France honors hero officer who swapped places with hostage
FRANCE - Mourners clutching umbrellas lined the streets of Paris yesterday to honor the police officer who died after swapping places with a hostage during a terror attack in southern France last Friday.
Under gray skies, a cavalcade of officers on motorbikes and horseback led the funeral procession through the capital towards the Hotel des Invalides, a historic building dedicated to France’s servicemen and women. There French President Emmanuel Macron was set to lead the commemoration to Lt. Col. Arnaud Beltrame, 45, who offered to take the place of a female hostage during an attack by an ISIS supporter on a supermarket in Trèbes.
Beltrame was shot in the neck during the attack, dying from his wounds later that day.
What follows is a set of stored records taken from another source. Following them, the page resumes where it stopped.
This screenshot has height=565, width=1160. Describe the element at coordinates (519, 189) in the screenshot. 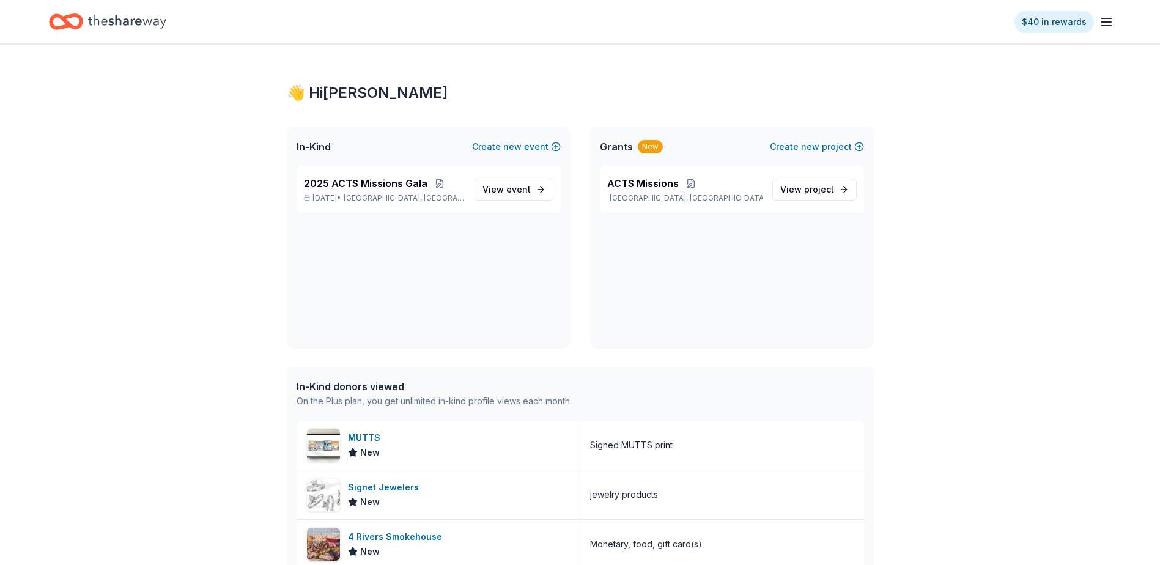

I see `span: event` at that location.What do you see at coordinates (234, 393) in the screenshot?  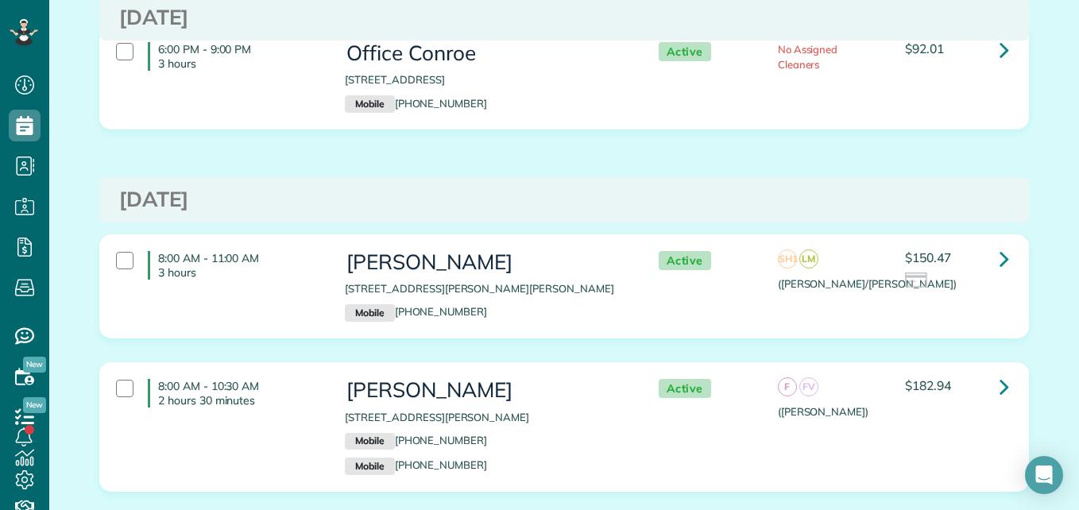 I see `h4: 8:00 AM - 10:30 AM` at bounding box center [234, 393].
The officer will posthumously be awarded the prestigious “Commander of the Legion d’Honneur” medal. His attacker, Radouane Lakdim, 26, a Moroccan-born French national, was a petty criminal already on the radar of French police for his links to radical Salafist networks, authorities said.
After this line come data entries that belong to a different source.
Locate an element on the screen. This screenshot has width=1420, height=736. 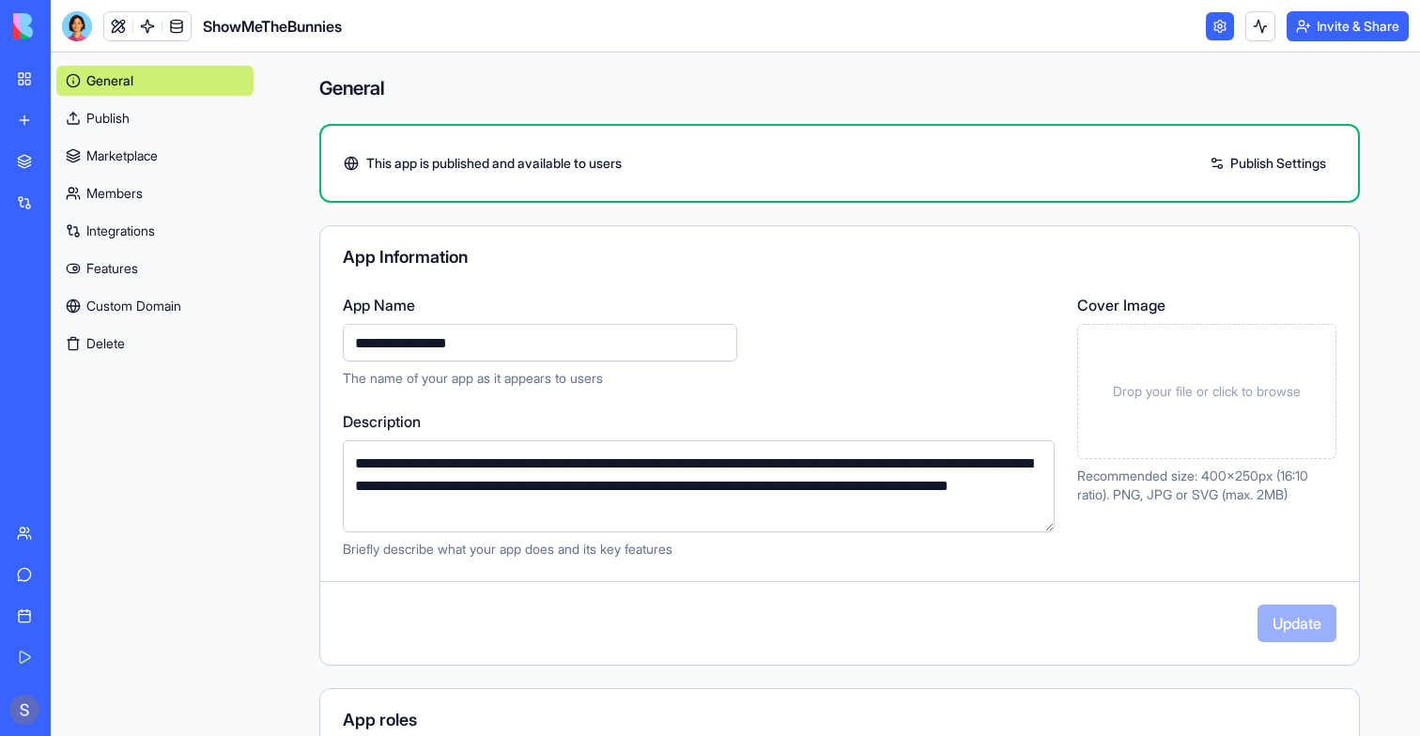
img: ACg8ocJg4p_dPqjhSL03u1SIVTGQdpy5AIiJU7nt3TQW-L-gyDNKzg=s96-c is located at coordinates (24, 710).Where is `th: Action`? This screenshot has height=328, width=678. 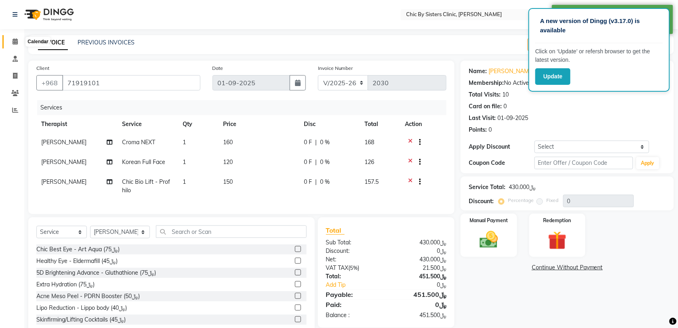
th: Action is located at coordinates (423, 124).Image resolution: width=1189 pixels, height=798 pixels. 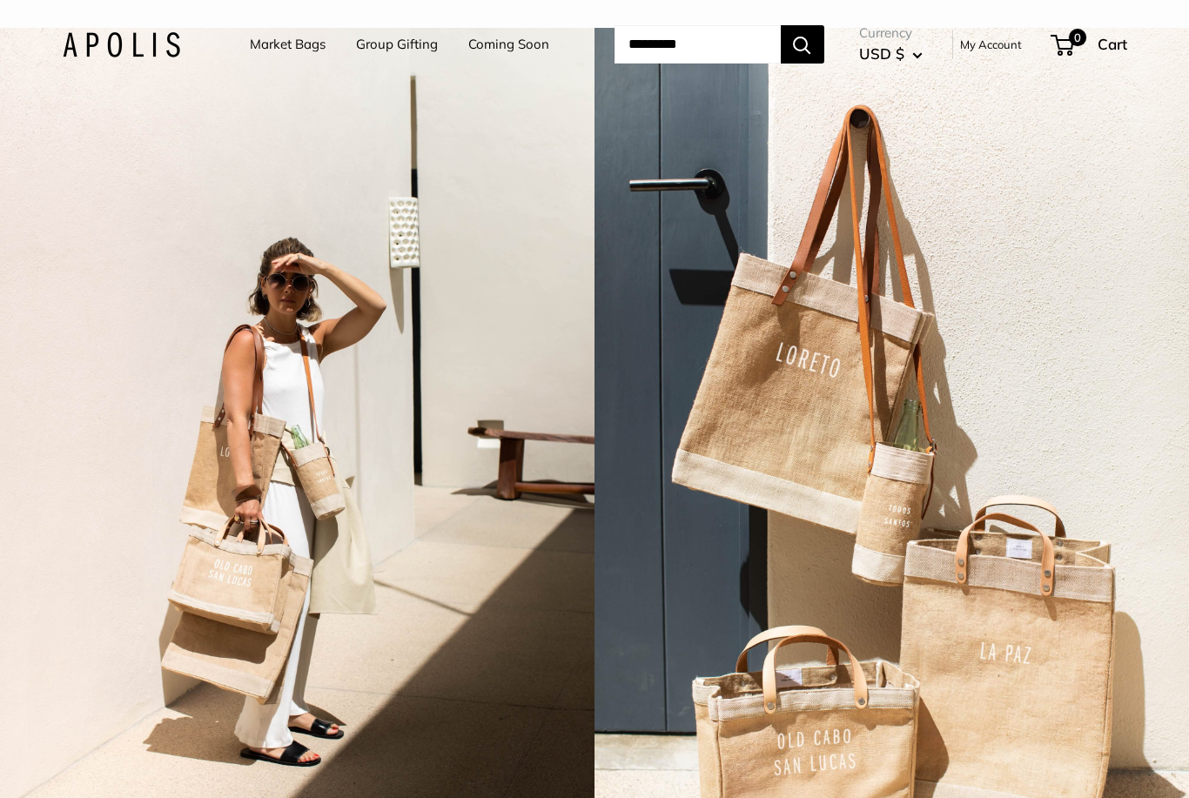 I want to click on a: My Account, so click(x=991, y=44).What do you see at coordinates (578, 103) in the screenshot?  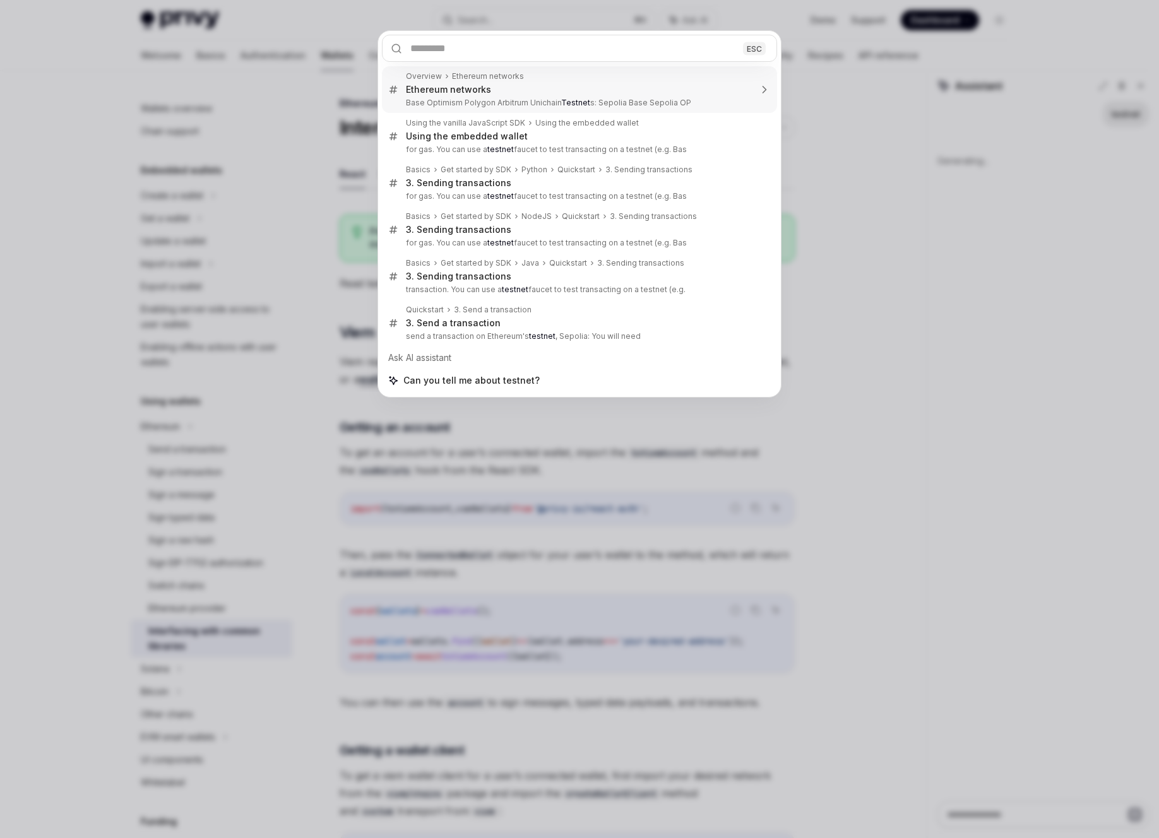 I see `p: Base Optimism Polygon Arbitrum Unichain s: Sepolia Base Sepolia OP` at bounding box center [578, 103].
When he burst into the supermarket Friday, he shouted he was a soldier from ISIS, witnesses said, before opening fire and killing a worker and a customer. He was shot dead by police on the scene. The attacker killed four people in total. Along with Beltrame, two other people died and more than a dozen were wounded in the supermarket raid. He also killed another person earlier Friday while stealing a car.
Police found two unexploded homemade bombs, a 7.65 mm pistol and a hunting knife when they searched the market after the attack, a French judicial source told CNN.